The big story this Monday is a NYT article about Donald Trump’s past relations with women: many accusations, few kudos.
I can hardly believe that in the year 2016, sex having been the main topic in ads, television shows, movies and songs for more than fifty years, America’s so-called newspaper of record pins its anti-Trump campaign on remarks he has made about women’s bodies.
Rating female bodies on a scale of one to ten has probably been going on since that fateful bite of the apple. In the early fifties, I was married to an upper class (former military) Frenchman who in that respect was no different from the boys I had dated as a freshman in Philly’s high school for high achievers - or the Donald. As for the bathing suit episode, heavens to Betsey, in 1963, Fidel Castro took a bath towel out in his little house on the beach at Santa Maria, then left me to shower.
Trump’s crime, after inviting a model to choose a bathing suit, was to proudly showed off her figure to the other guests. Isn’t that what ‘Miss’ pageants are all about?
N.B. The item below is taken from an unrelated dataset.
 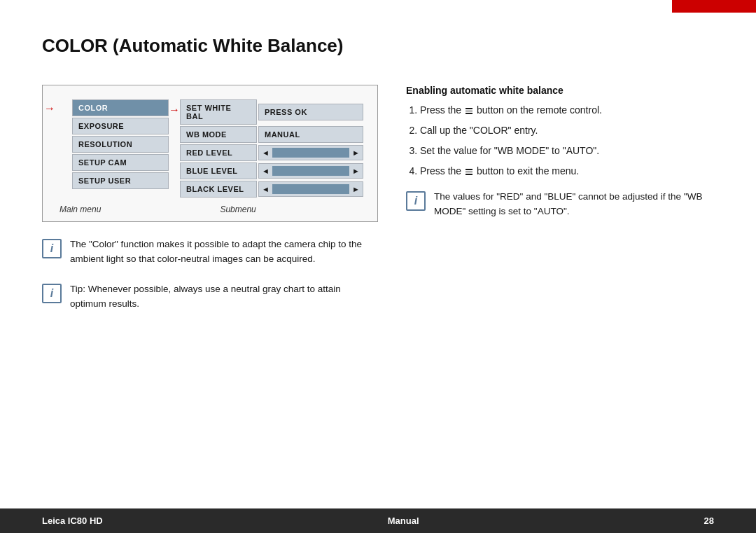 I want to click on submenu-label-black-level: BLACK LEVEL, so click(x=218, y=189).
Have pool parties suddenly become the standard for decorum?
I have my own reasons for worrying about Donald Trump becoming president, but as a woman who wrote the only book that foresaw the reunification of Europe AND the dissolution of the Soviet Union, yet was advised by a so-called ‘progressive’ French publisher, to rather write about my life, I identify with those women who thank Trump for giving them high responsibilities in a man’s world.
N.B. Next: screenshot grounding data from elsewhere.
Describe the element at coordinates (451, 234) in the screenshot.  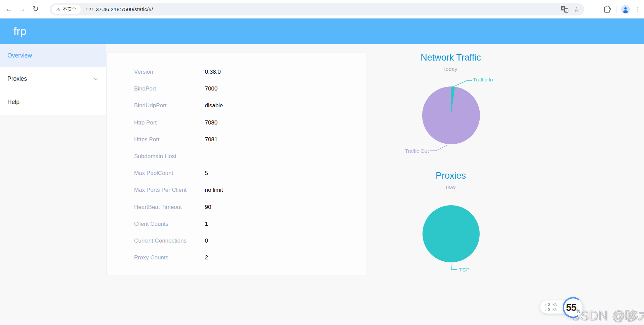
I see `proxies-pie` at that location.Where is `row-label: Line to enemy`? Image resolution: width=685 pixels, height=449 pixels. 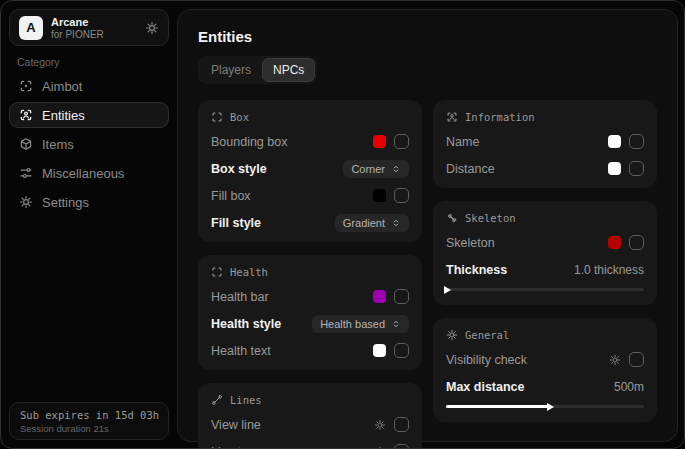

Hello, America, sex and entertainment go together, but so do sex and politics: history is full of ‘great’ leaders who were known to be unfaithful, and it’s only America’s Puritan tradition that limits public exposure. Energetic people, broadly speaking, tend to have energetic sex lives. And in the country that literally invented the public worship of women’s bodies, (using and misusing women’s bodies to sell stuff), isn’t it a bit hypocritical to base what should be a story about ‘issues’ on a man’s love of beautiful women, who only retroactively reveal their discomfort?
If the New York Times wants to discourage American’s from voting for Trump, knowing that its foreign policy experts can only simplistically claim his speech is riddled with contradictions, they can call on me.